It’s rare that you always get what you want in life.
As SEO professionals, we all know the sheer pain of not having enough resources because “others are not understanding the value of SEO.”
You can’t win all the time. But, often, we lie to ourselves.
It is not that the other side is wrong but that we are not doing a job that is good enough.
You will not improve your position by seeing yourself as a victim.
You need to break out of this cycle of learned helplessness.
Dale Carnegie wrote this in 1936:
“Do you know someone you would like to change and regulate and improve? Good! That is fine. I am all in favor of it. But why not begin on yourself? From a purely selfish standpoint, that is a lot more profitable than trying to improve others – yes and a lot less dangerous.”
To get more of what you want in SEO, you need to change yourself.
The common denominator here is communication.
We are great at everything SEO and bad at dealing with people.

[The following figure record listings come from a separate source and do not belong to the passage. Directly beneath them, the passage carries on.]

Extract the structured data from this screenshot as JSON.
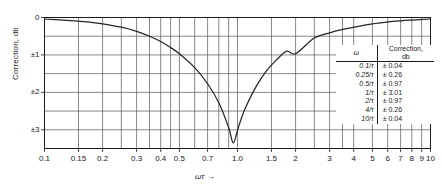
{
  "chart_data": {
    "type": "line",
    "title": "",
    "xlabel": "ωτ →",
    "ylabel": "Correction, db",
    "xscale": "log",
    "xlim": [
      0.1,
      10
    ],
    "ylim": [
      0,
      3.5
    ],
    "y_inverted": true,
    "grid": true,
    "legend": "none",
    "x_ticks": [
      "0.1",
      "0.15",
      "0.2",
      "0.3",
      "0.4",
      "0.5",
      "0.7",
      "1.0",
      "1.5",
      "2",
      "3",
      "4",
      "5",
      "6",
      "7",
      "8",
      "9",
      "10"
    ],
    "x_tick_values": [
      0.1,
      0.15,
      0.2,
      0.3,
      0.4,
      0.5,
      0.7,
      1.0,
      1.5,
      2,
      3,
      4,
      5,
      6,
      7,
      8,
      9,
      10
    ],
    "y_ticks": [
      "0",
      "±1",
      "±2",
      "±3"
    ],
    "y_tick_values": [
      0,
      1,
      2,
      3
    ],
    "y_gridline_values": [
      0,
      0.5,
      1.0,
      1.5,
      2.0,
      2.5,
      3.0,
      3.5
    ],
    "series": [
      {
        "name": "Correction",
        "x": [
          0.1,
          0.125,
          0.15,
          0.175,
          0.2,
          0.25,
          0.3,
          0.35,
          0.4,
          0.45,
          0.5,
          0.6,
          0.7,
          0.8,
          0.9,
          0.95,
          1.0,
          1.05,
          1.1,
          1.25,
          1.4,
          1.6,
          1.8,
          2.0,
          2.5,
          3.0,
          3.5,
          4.0,
          5.0,
          6.0,
          7.0,
          8.0,
          10.0
        ],
        "values": [
          0.04,
          0.07,
          0.1,
          0.13,
          0.17,
          0.26,
          0.37,
          0.5,
          0.64,
          0.8,
          0.97,
          1.34,
          1.77,
          2.28,
          2.94,
          3.35,
          3.01,
          2.68,
          2.41,
          1.84,
          1.45,
          1.12,
          0.9,
          0.97,
          0.55,
          0.41,
          0.32,
          0.26,
          0.17,
          0.12,
          0.09,
          0.07,
          0.04
        ]
      }
    ],
    "curve_vertex": {
      "x": 1.0,
      "y": 3.01
    },
    "annotations": []
  },
  "table": {
    "headers": {
      "omega": "ω",
      "correction_line1": "Correction,",
      "correction_line2": "db"
    },
    "rows": [
      {
        "omega": "0.1/τ",
        "correction": "± 0.04"
      },
      {
        "omega": "0.25/τ",
        "correction": "± 0.26"
      },
      {
        "omega": "0.5/τ",
        "correction": "± 0.97"
      },
      {
        "omega": "1/τ",
        "correction": "± 3.01"
      },
      {
        "omega": "2/τ",
        "correction": "± 0.97"
      },
      {
        "omega": "4/τ",
        "correction": "± 0.26"
      },
      {
        "omega": "10/τ",
        "correction": "± 0.04"
      }
    ]
  },
  "colors": {
    "curve": "#262626",
    "grid": "#555555",
    "axis": "#1a1a1a",
    "background": "#ffffff"
  }
}
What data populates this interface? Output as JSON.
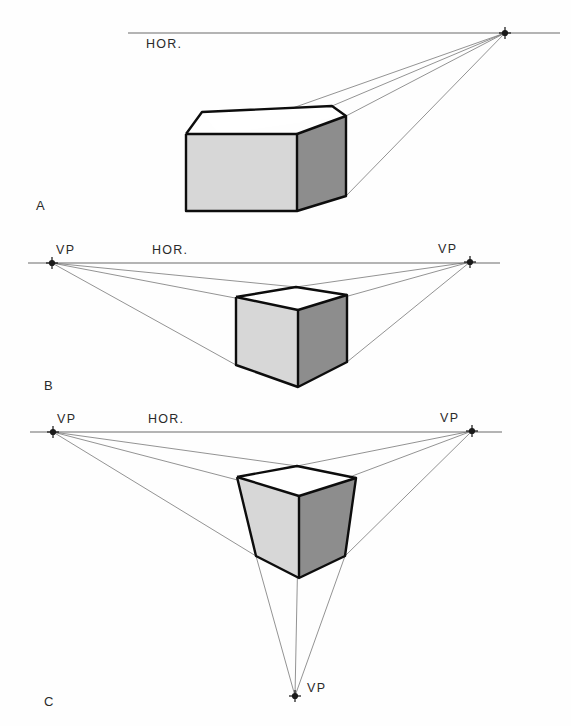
{
  "figure": {
    "background_color": "#fefefe",
    "colors": {
      "top_face": "#ffffff",
      "left_face": "#d7d7d7",
      "right_face": "#8d8d8d",
      "edge": "#0d0d0d",
      "ray": "#777777",
      "horizon": "#6a6a6a",
      "text": "#2a2a2a"
    }
  },
  "panels": [
    {
      "id": "A",
      "panel_label": "A",
      "panel_label_pos": {
        "x": 36,
        "y": 210
      },
      "perspective_type": "one-point",
      "horizon": {
        "label": "HOR.",
        "label_pos": {
          "x": 146,
          "y": 48
        },
        "y": 33,
        "x1": 128,
        "x2": 560
      },
      "vanishing_points": [
        {
          "name": "vp-right",
          "label": "",
          "x": 505,
          "y": 33
        }
      ],
      "box": {
        "top_face": "202,112 332,106 346,116 219,134",
        "left_face": "186,134 297,134 297,211 186,211",
        "right_face": "297,134 346,116 346,196 297,211",
        "outline": "186,134 202,112 332,106 346,116 346,196 297,211 186,211 186,134",
        "inner_edges": [
          "297,134 297,211",
          "186,134 297,134",
          "297,134 346,116"
        ]
      },
      "rays": [
        "219,134 505,33",
        "332,106 505,33",
        "346,116 505,33",
        "346,196 505,33"
      ]
    },
    {
      "id": "B",
      "panel_label": "B",
      "panel_label_pos": {
        "x": 44,
        "y": 390
      },
      "perspective_type": "two-point",
      "horizon": {
        "label": "HOR.",
        "label_pos": {
          "x": 152,
          "y": 254
        },
        "y": 263,
        "x1": 28,
        "x2": 500
      },
      "vanishing_points": [
        {
          "name": "vp-left",
          "label": "VP",
          "x": 52,
          "y": 263,
          "label_pos": {
            "x": 56,
            "y": 254
          }
        },
        {
          "name": "vp-right",
          "label": "VP",
          "x": 470,
          "y": 262,
          "label_pos": {
            "x": 438,
            "y": 253
          }
        }
      ],
      "box": {
        "top_face": "236,297 296,287 347,295 298,310",
        "left_face": "236,297 298,310 298,387 236,365",
        "right_face": "298,310 347,295 347,362 298,387",
        "outline": "236,297 296,287 347,295 347,362 298,387 236,365 236,297",
        "inner_edges": [
          "298,310 298,387",
          "236,297 298,310",
          "298,310 347,295"
        ]
      },
      "rays": [
        "52,263 296,287",
        "52,263 298,310",
        "52,263 236,365",
        "470,262 296,287",
        "470,262 298,310",
        "470,262 347,362"
      ]
    },
    {
      "id": "C",
      "panel_label": "C",
      "panel_label_pos": {
        "x": 44,
        "y": 706
      },
      "perspective_type": "three-point",
      "horizon": {
        "label": "HOR.",
        "label_pos": {
          "x": 148,
          "y": 423
        },
        "y": 432,
        "x1": 30,
        "x2": 502
      },
      "vanishing_points": [
        {
          "name": "vp-left",
          "label": "VP",
          "x": 53,
          "y": 432,
          "label_pos": {
            "x": 57,
            "y": 423
          }
        },
        {
          "name": "vp-right",
          "label": "VP",
          "x": 472,
          "y": 431,
          "label_pos": {
            "x": 440,
            "y": 422
          }
        },
        {
          "name": "vp-bottom",
          "label": "VP",
          "x": 295,
          "y": 696,
          "label_pos": {
            "x": 307,
            "y": 692
          }
        }
      ],
      "box": {
        "top_face": "237,477 297,466 356,478 299,496",
        "left_face": "237,477 299,496 299,578 256,556",
        "right_face": "299,496 356,478 345,556 299,578",
        "outline": "237,477 297,466 356,478 345,556 299,578 256,556 237,477",
        "inner_edges": [
          "299,496 299,578",
          "237,477 299,496",
          "299,496 356,478"
        ]
      },
      "rays": [
        "53,432 297,466",
        "53,432 299,496",
        "53,432 256,556",
        "472,431 297,466",
        "472,431 299,496",
        "472,431 345,556",
        "295,696 256,556",
        "295,696 299,496",
        "295,696 345,556"
      ]
    }
  ]
}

This article will help you overcome this problem.
If you are short on time, here are the takeaways:
To do anything in SEO, you need two things:
To get both, you need to show that you understand how the business works and how SEO will impact it. Then, tell the right story and reframe how you sell SEO.

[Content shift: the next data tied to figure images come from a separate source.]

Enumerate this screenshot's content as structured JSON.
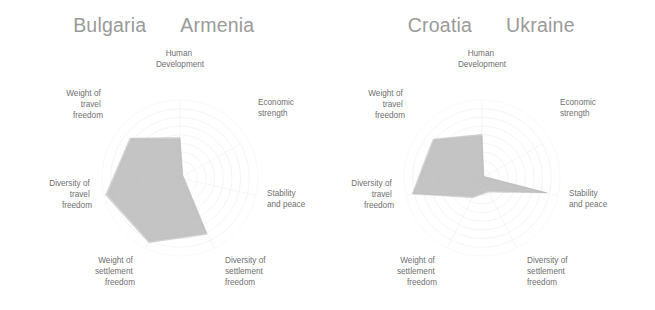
{
  "panels": [
    {
      "titles": [
        "Bulgaria",
        "Armenia"
      ],
      "series": [
        {
          "name": "Bulgaria",
          "values": [
            0.52,
            0.05,
            0.06,
            0.8,
            0.92,
            0.98,
            0.82
          ]
        },
        {
          "name": "Armenia",
          "values": [
            0.5,
            0.04,
            0.05,
            0.78,
            0.9,
            0.95,
            0.8
          ]
        }
      ]
    },
    {
      "titles": [
        "Croatia",
        "Ukraine"
      ],
      "series": [
        {
          "name": "Croatia",
          "values": [
            0.56,
            0.03,
            0.86,
            0.2,
            0.28,
            0.92,
            0.8
          ]
        },
        {
          "name": "Ukraine",
          "values": [
            0.54,
            0.03,
            0.84,
            0.18,
            0.26,
            0.9,
            0.78
          ]
        }
      ]
    }
  ],
  "axes": [
    {
      "id": "human-development",
      "lines": [
        "Human",
        "Development"
      ]
    },
    {
      "id": "economic-strength",
      "lines": [
        "Economic",
        "strength"
      ]
    },
    {
      "id": "stability-and-peace",
      "lines": [
        "Stability",
        "and peace"
      ]
    },
    {
      "id": "diversity-of-settlement-freedom",
      "lines": [
        "Diversity of",
        "settlement",
        "freedom"
      ]
    },
    {
      "id": "weight-of-settlement-freedom",
      "lines": [
        "Weight of",
        "settlement",
        "freedom"
      ]
    },
    {
      "id": "diversity-of-travel-freedom",
      "lines": [
        "Diversity of",
        "travel",
        "freedom"
      ]
    },
    {
      "id": "weight-of-travel-freedom",
      "lines": [
        "Weight of",
        "travel",
        "freedom"
      ]
    }
  ],
  "chart_data": {
    "type": "radar",
    "title": "",
    "charts": [
      {
        "subplot": 1,
        "legend": [
          "Bulgaria",
          "Armenia"
        ],
        "categories": [
          "Human Development",
          "Economic strength",
          "Stability and peace",
          "Diversity of settlement freedom",
          "Weight of settlement freedom",
          "Diversity of travel freedom",
          "Weight of travel freedom"
        ],
        "series": [
          {
            "name": "Bulgaria",
            "values": [
              0.52,
              0.05,
              0.06,
              0.8,
              0.92,
              0.98,
              0.82
            ]
          },
          {
            "name": "Armenia",
            "values": [
              0.5,
              0.04,
              0.05,
              0.78,
              0.9,
              0.95,
              0.8
            ]
          }
        ],
        "rlim": [
          0,
          1
        ],
        "grid": true,
        "grid_rings": 9,
        "legend_position": "top"
      },
      {
        "subplot": 2,
        "legend": [
          "Croatia",
          "Ukraine"
        ],
        "categories": [
          "Human Development",
          "Economic strength",
          "Stability and peace",
          "Diversity of settlement freedom",
          "Weight of settlement freedom",
          "Diversity of travel freedom",
          "Weight of travel freedom"
        ],
        "series": [
          {
            "name": "Croatia",
            "values": [
              0.56,
              0.03,
              0.86,
              0.2,
              0.28,
              0.92,
              0.8
            ]
          },
          {
            "name": "Ukraine",
            "values": [
              0.54,
              0.03,
              0.84,
              0.18,
              0.26,
              0.9,
              0.78
            ]
          }
        ],
        "rlim": [
          0,
          1
        ],
        "grid": true,
        "grid_rings": 9,
        "legend_position": "top"
      }
    ],
    "colors": {
      "fill": "#b9b9b9",
      "grid": "#f0eff1",
      "label_text": "#6f6f6f",
      "title_text": "#9a9a9a",
      "background": "#ffffff"
    }
  }
}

Company goals > SEO goals: Get in line and leverage input metrics to get more buy-inI see SEO failing most often due to a lack of execution and throughput. Why does this happen?

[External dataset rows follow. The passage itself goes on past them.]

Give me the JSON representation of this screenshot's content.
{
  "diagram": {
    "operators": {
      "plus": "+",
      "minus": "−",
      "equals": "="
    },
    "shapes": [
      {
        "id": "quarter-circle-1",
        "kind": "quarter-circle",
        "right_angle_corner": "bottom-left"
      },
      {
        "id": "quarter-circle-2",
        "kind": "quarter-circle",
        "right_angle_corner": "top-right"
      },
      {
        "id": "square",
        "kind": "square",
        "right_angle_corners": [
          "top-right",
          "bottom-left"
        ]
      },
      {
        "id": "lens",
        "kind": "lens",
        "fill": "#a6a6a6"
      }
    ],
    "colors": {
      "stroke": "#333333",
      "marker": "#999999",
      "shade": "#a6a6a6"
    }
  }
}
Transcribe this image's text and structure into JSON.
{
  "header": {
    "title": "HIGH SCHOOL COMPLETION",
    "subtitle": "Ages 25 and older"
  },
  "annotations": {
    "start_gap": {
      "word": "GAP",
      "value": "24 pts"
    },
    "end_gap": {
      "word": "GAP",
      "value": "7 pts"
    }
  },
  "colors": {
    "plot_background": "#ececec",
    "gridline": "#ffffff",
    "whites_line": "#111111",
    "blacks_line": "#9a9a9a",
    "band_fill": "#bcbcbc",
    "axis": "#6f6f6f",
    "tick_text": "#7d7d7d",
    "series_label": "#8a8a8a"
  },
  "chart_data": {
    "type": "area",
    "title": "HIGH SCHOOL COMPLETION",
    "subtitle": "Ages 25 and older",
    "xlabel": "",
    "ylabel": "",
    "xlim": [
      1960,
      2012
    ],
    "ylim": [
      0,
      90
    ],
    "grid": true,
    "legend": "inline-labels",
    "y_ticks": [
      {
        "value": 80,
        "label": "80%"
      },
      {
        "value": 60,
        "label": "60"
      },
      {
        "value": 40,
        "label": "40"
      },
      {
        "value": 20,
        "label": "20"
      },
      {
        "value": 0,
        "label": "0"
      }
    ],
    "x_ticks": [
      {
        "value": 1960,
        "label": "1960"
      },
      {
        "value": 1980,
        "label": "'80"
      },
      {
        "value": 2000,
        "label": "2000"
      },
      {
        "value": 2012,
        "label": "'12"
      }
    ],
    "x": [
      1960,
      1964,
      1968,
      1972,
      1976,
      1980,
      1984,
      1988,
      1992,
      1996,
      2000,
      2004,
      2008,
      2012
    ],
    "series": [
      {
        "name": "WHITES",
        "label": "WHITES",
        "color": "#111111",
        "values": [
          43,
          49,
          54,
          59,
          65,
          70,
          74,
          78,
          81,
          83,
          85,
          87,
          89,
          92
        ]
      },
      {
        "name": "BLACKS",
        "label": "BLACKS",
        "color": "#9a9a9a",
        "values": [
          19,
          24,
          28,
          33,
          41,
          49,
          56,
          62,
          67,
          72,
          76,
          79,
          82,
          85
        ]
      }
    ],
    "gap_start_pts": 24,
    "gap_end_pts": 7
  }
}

There is a severe lack of understanding of SEO’s value. But it’s not that other people are stupid. Instead, it’s that we are not doing a good enough job communicating this value.
Adam Goyette hit the nail on the head with this statement:
You need to show that you understand what the company wants. Then, you must demonstrate to the company how organic search can help to achieve that.
The solution: Derive SEO goals evidently from business goals.
For example:
Going from business goals to SEO goals to input metrics is a concept made famous by Amazon and covered in the book “Working Backwards.”
In brief, instead of reporting only on output (something you cannot influence directly), you derive metrics that, when increased, influence the output.
Amazon, for example, started with a number of product detail pages.
Input metrics often need to be refined over time because you will not always find the best denominator immediately.
Amazon refined the metric to the number of product detail page views because a product page no one sees is a product page no one needs.
This was again refined to the percentage of product detail page views but only counting when products were in stock.